Last note and I can throw out this bookmark/nofrills receipt.

Ah, this is a note informing me that Carl Solomon worked as an "editor for his uncle A. A. Wynn's Ace Books, publishing Burroughs' "Junky" and contracting Ur-text of Kerouac's "On the Road"." Not what you know, but who.

I recall wanting to mention this as well: printed immediately below on p. 143 are two rude letters to Malcolm de Chazal and T.S. Eliot. A pre-internet version of trolling.

Man, I've spent far and away too much time on this, and haven't even yet gotten to the obscenity trial or the direct literary inspirations on Ginsberg. All right, the bare bones of the obscenity trial is that for something to be classified obscene in the U.S. it must be deemed to have NO social value/commentary. IF there is no social value/commentary, then it can be evaluated whether or not the work is obscene. Despite the prosecution's best efforts to trip up the various poets and professors (discounting their own witnesses of course) they couldn't even argue that it had no social value/commentary. Therefore, not obscene, free speech, constitution, yada yada. And of course the free publicity from the trial was a nice bonus.

Sorry, looking back at the book, replace my use of social value/commentary with "social importance". I'd go back and change what I previously entered here, but I think it'll be clearer if I leave it as is.

Mustn't leave out this gem from the end of the courts ruling: "In considering material claimed to be obscene it is well to remember the motto: "Honi soit qui mal y pense." (Evil to him who evil thinks.)"

As for the listed influences on Ginsberg, besides the ever present Williams and Whitman, there's:
Christopher Smart
Percy Bysshe Shelley
Guillaume Apollinaire
Kurt Schwitters
Vladimir Mayakovsky
Antonin Artaud
Federico Garcia Lorca
Hart Crane

You'll forgive me if I skip the act of recording which poems are cited here, but sure enough you can see the thread connecting them all together for Howl.

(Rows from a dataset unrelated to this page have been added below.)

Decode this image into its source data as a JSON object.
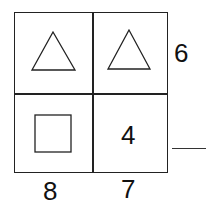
{
  "puzzle": {
    "cells": [
      {
        "row": 0,
        "col": 0,
        "shape": "triangle"
      },
      {
        "row": 0,
        "col": 1,
        "shape": "triangle"
      },
      {
        "row": 1,
        "col": 0,
        "shape": "square"
      },
      {
        "row": 1,
        "col": 1,
        "value": "4"
      }
    ],
    "row_sums": [
      "6",
      ""
    ],
    "col_sums": [
      "8",
      "7"
    ],
    "cell_value_4": "4",
    "row_sum_top": "6",
    "col_sum_left": "8",
    "col_sum_right": "7"
  }
}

That's it, that's everything in the book. Yeesh, I mostly came out sounding negative about the whole thing, and I see I've skipped out entirely on any mention of Moloch from part II. You know what I think? One persons brilliance is another persons insanity. That was basically the ruling at the trial, and it's the message of Howl, with the further addendum that society is built to destroy those it views as insane. The fact that, whether by design or accident (I'm still not convinced one way or the other), Howl works as a device to sort those who accept "brilliance" and those who dismiss it. That's kind of amazing.

Bet you wish I just said that at the start and skipped all the recording of minutiae from the book, huh?